The front of the house was a mass of beautiful but definitely against-contract flowers. They ranged in size from mere pennies to hub-caps to bin-lids. They spanned colors from pale lavender through to deep imperial purple and that weird goth sort of color his youngest daughter had insisted on dying her hair and half the bloody bathroom towels. The colors shifted as he stepped inside, like the sheen of oil on a puddle.

The aroma was overwhelming. He found that, nice as it was, he wanted to pull the collar of his fleece up around his nose and mouth like he was passing that Lush shop in town. It was just too much.

But Harri had tenants who were causing a bother to their neighbors and a job to do, so he unlocked the front door and stepped into a jungle.

Tangles of white filaments and pale, sickly-looking leaves spilled along the hallway, and up the bannisters. They burst through the kitchen door, climbed the lintels, engulfed the light fittings.

“Oh, this is going to be a nightmare to have cleaned,” he sighed, already mentally withholding the security deposit. “What the bloody hell are they playing at?”

The only people who could answer that, he knew, were the students themselves. He set about finding them.

No one in the hall: just rotting, unopened mail.

No one in the kitchen, just the hum of the still-running fridge. 

No one in the sitting-room. The TV was on, showing Rownd A Rownd. No one in their right mind watched that on purpose.

No one in the lad’s room. The bathroom door stood open: the room empty, shampoo bottles scattered.

Harri hesitated and knocked on the door of the other lass’s rooms. 

He waited to the count of twenty, so’s if there was anyone in there getting up to the old whatsit, they had a chance to get decent or tell him to bugger off away and wait downstairs.

There was no answer.

Perhaps they were asleep, he thought.
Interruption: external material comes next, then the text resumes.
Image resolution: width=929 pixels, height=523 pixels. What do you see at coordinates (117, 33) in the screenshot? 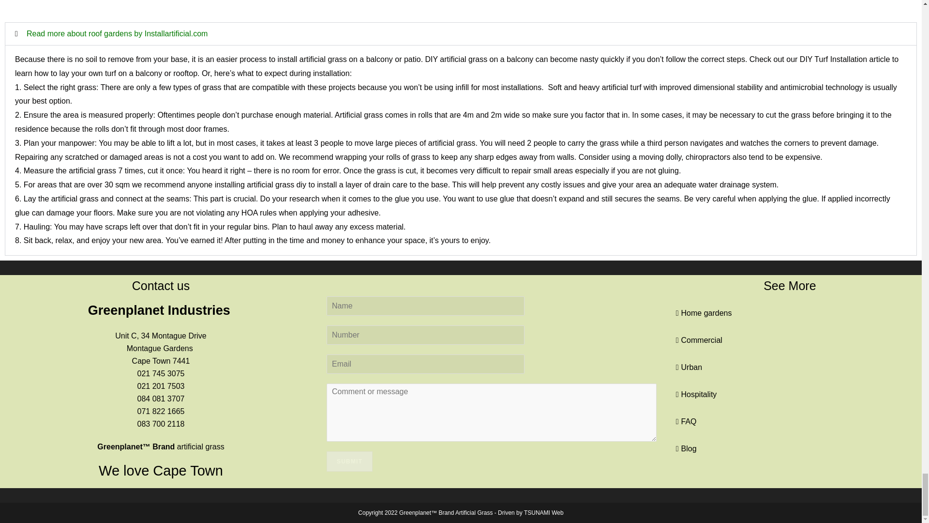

Probably stoned or drunk or on bath salts or whatever it was students did that made them wreck his properties every term, now. High on, oh, some sort of video thing. A TikTok. Still, he had to have a word, didn’t he?

Having reasoned this out, Harri put his not inconsiderable weight forward and leaned on the door. 

It resisted, but gave when he rattled the handle.

He put his hand to his mouth and said, very quietly in the back of his throat, “Oh… shit.”

In the bedroom, which scarcely resembled a bedroom at all—huge fat white creepers lining it like bones in an ossuary, all stacked up over each other—three completely bare skeletons sat at the center of a tangle of roots, tethered to the festering carpet.

A single, beautiful, fragrant purple flower grew in the eye socket of the nearest skull, and Harri had the overwhelming urge, just to see if it was real, to touch it.